More than 60 percent of Haiti's annual food crop is planted in the season that begins in March, according to the FAO. To support this critical activity and help restore the island's quake-damaged food economy, the United Nations has requested member states to contribute $70 million to a special fund. But at a news conference earlier this week, FAO Director General Jacques Diouf said only a small fraction of that money has been pledged.

"At a time when Haiti is facing a major food crisis, we are alarmed by the lack of support for the agricultural sector component," he says. "With this level of support, the revival of the country's agricultural-base livelihoods cannot be ensured."

Rural demands


Demands on the country's agricultural base have increased sharply since mid-January because an estimated half-million people fled the ruined capital of Port-au-Prince for the countryside. Myra De Bruijn, with the charity group ActionAid, says Haitians were already having problems producing enough food before the quake.

"What is different now," says De Bruijn, "is that the population in some areas is five times more than the normal population. How can they cope with this pressure with the extra amount of people needing food?"

De Bruijn says people's immediate need for food also threatens longer-term food supplies. Hungry people will likely eat seeds they would normally plant for the next crop. And money spent buying food today means less available to buy seeds for the March planting season.

Cash for work

Sabine Wilke with the aid group CARE notes that farmers need more than just seeds. "For the harvest and for planting, they also need local labor," she says. "And since they do not have enough money to hire people, the work will simply not be done."
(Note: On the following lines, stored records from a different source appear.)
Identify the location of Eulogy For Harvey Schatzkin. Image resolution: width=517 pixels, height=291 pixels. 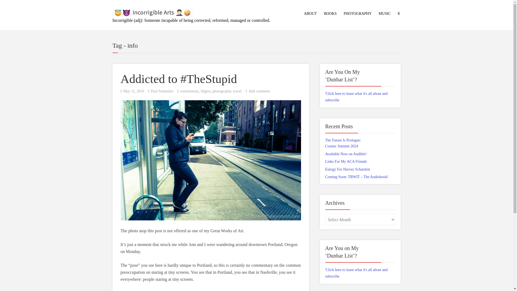
(347, 169).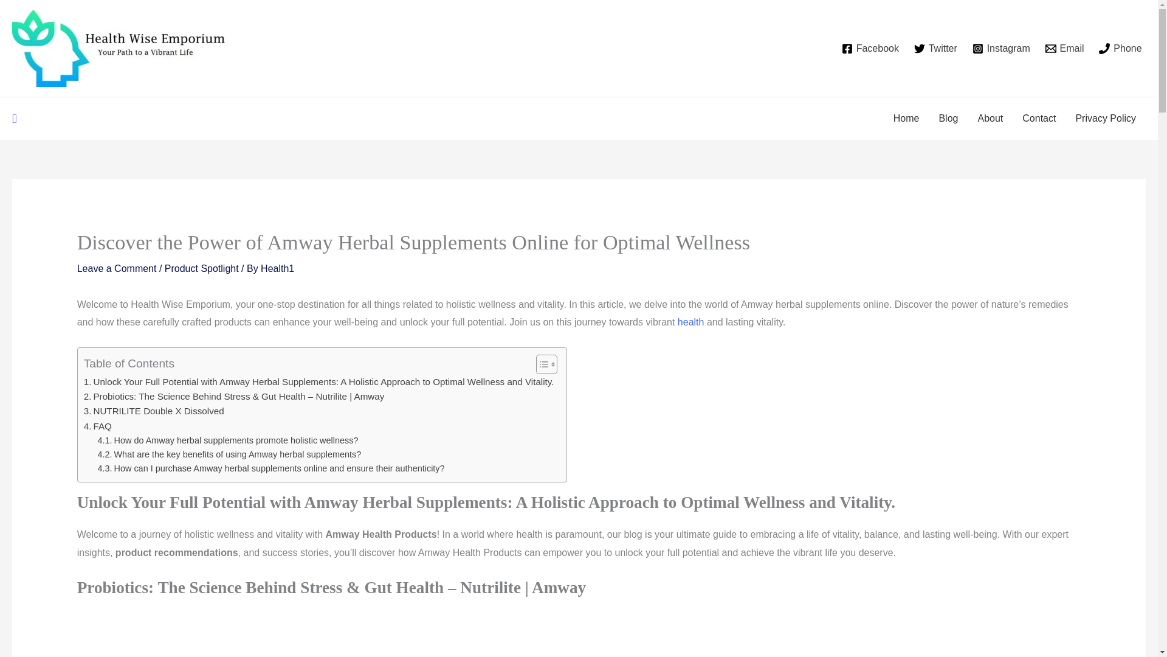 The image size is (1167, 657). Describe the element at coordinates (277, 269) in the screenshot. I see `View all posts by Health1` at that location.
She says crops won't get planted and workers won't earn money, quickening the downward spiral of hunger and poverty.

CARE and the FAO are running a small cash-for-work program in the town of Leogane which is at the epicenter of the earthquake. The program will employ about 4,000 people who will clear debris from essential roads and irrigation canals, putting cash in some people's pockets while restoring essential farming infrastructure.

A number of groups are working with local organizations to distribute seeds and tools to needy farmers. But the needs are tremendous in a country where more than half the people were malnourished even before the earthquake.